At 10-year mark, Google's glossy facade shows cracks

With the fast growth and mega-success of a company comes a down side

Google's transformation from hip startup to corporate giant over the past decade has resulted in some significant cultural changes, and the cracks are starting to appear.

Google's transformation from hip startup to corporate giant over the past decade has resulted in some significant cultural changes, and the cracks are starting to appear.

The meeting left some at the company thinking that their executives were beginning to feel the pressures about the culture they created, insiders said privately.

Indeed, "the management challenges of running a 15,000-person organization are completely different from a 1,000-person firm," Stanford's O'Reilly said.
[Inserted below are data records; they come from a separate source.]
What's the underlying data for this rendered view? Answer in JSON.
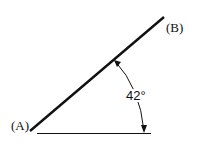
{
  "diagram": {
    "point_a_label": "(A)",
    "point_b_label": "(B)",
    "angle_label": "42°",
    "angle_degrees": 42,
    "line_color": "#111111"
  }
}
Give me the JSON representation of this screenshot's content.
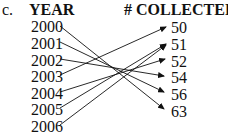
{
  "label": "c.",
  "headers": {
    "left": "YEAR",
    "right": "# COLLECTED"
  },
  "years": [
    "2000",
    "2001",
    "2002",
    "2003",
    "2004",
    "2005",
    "2006"
  ],
  "collected": [
    "50",
    "51",
    "52",
    "54",
    "56",
    "63"
  ],
  "mappings": [
    {
      "from": "2000",
      "to": "63"
    },
    {
      "from": "2001",
      "to": "56"
    },
    {
      "from": "2002",
      "to": "54"
    },
    {
      "from": "2003",
      "to": "50"
    },
    {
      "from": "2004",
      "to": "52"
    },
    {
      "from": "2005",
      "to": "51"
    },
    {
      "from": "2006",
      "to": "51"
    }
  ]
}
People who have left the company recently said they felt disposable and easily replaced, and that the Google culture of long days and hard work -- where many employees feel frowned upon if they leave at a reasonable hour -- was not fully appreciated by their managers or Google executives.

To be fair, Google's woes aren't unique to the company. Many of them are the growing pains any startup experiences when it expands as fast as Google does, especially one that prides itself on creating an atmosphere that lures the best and the brightest with freebies and a laid-back vibe.
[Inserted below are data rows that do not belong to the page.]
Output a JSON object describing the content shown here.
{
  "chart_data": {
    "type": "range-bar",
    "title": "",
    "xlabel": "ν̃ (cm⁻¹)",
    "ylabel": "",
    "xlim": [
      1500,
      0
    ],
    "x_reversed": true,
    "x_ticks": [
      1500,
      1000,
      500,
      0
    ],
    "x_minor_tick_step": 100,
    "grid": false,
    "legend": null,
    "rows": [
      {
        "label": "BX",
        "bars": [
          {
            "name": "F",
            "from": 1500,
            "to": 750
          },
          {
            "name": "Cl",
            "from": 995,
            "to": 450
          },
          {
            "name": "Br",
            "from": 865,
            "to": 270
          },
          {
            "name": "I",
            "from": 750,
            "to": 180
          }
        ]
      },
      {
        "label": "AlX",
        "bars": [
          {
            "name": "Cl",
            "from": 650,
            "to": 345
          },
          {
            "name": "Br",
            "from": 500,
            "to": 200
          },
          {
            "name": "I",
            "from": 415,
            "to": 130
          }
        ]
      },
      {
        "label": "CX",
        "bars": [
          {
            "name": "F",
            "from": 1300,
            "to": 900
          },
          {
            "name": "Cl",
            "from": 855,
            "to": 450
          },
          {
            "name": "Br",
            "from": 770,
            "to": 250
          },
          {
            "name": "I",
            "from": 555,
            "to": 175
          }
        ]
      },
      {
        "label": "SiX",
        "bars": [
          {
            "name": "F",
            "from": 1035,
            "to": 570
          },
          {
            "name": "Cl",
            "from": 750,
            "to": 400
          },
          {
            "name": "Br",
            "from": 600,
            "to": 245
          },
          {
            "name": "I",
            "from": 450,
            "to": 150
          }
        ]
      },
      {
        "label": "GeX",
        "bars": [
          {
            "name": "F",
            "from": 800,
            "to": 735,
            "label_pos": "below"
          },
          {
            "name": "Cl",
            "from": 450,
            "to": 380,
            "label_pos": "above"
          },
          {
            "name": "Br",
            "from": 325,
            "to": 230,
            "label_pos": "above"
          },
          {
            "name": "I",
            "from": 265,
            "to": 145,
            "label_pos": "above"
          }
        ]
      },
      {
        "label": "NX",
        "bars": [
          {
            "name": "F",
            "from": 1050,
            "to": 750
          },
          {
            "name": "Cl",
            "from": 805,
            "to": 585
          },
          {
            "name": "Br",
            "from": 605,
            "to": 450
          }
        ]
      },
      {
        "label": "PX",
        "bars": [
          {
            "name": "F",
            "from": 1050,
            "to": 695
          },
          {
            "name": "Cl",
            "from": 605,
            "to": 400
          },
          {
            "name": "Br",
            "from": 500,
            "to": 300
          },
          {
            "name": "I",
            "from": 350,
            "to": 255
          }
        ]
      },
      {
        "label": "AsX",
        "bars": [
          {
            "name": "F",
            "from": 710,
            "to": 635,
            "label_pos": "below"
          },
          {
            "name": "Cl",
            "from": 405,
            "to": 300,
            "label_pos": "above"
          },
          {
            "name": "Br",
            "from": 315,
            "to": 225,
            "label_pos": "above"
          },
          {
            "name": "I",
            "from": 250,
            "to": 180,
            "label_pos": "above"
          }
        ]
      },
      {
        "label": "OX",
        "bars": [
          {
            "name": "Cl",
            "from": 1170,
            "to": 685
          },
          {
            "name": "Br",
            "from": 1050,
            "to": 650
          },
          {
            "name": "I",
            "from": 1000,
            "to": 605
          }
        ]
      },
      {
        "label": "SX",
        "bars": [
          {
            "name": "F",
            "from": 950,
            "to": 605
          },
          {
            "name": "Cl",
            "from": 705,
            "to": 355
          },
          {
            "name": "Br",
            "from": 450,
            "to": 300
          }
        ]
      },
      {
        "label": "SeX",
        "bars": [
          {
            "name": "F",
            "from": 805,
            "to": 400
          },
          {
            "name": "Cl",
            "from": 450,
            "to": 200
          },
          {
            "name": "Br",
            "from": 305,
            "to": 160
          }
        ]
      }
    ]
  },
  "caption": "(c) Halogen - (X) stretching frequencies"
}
Cesar Mascaraque, European managing director for Ask.com, left Google after four years early this year, and was there as the company transitioned from having 1,000 employees to tens of thousands. Google has more than 20,000 employees worldwide now.

Mascaraque said it was the expansion of the company that inspired him to leave; he is someone that prefers to work for a company as it transitions from being a startup to a growth company rather than working for a corporation.

"Once the business is 20,000 people, I don't enjoy it," he said. "I like the day-to-day flexibility of being in a smaller company."

Mascaraque said he was part of a team that helped develop the processes and policies that would help Google run its business as a corporation rather than a small company. While setting such a policy is required of a company in order to grow successfully, "the downside is, you take away a lot of the creativity and the flexibility that a smaller company has," he said.

"There's nothing wrong or right about it; that's the nature of the beast," Mascaraque said.

Rob Kniaz, a venture capitalist at Fidelity Ventures, cited a similar reason to Mascaraque's for leaving Google, after being with the company for four years.

Kniaz, who was a product manager on Google's Adsense advertising platform team, left in July. He said he missed the camaraderie of his early days at Google, when "you'd walk into the cafeteria and know more than 85 percent of the people."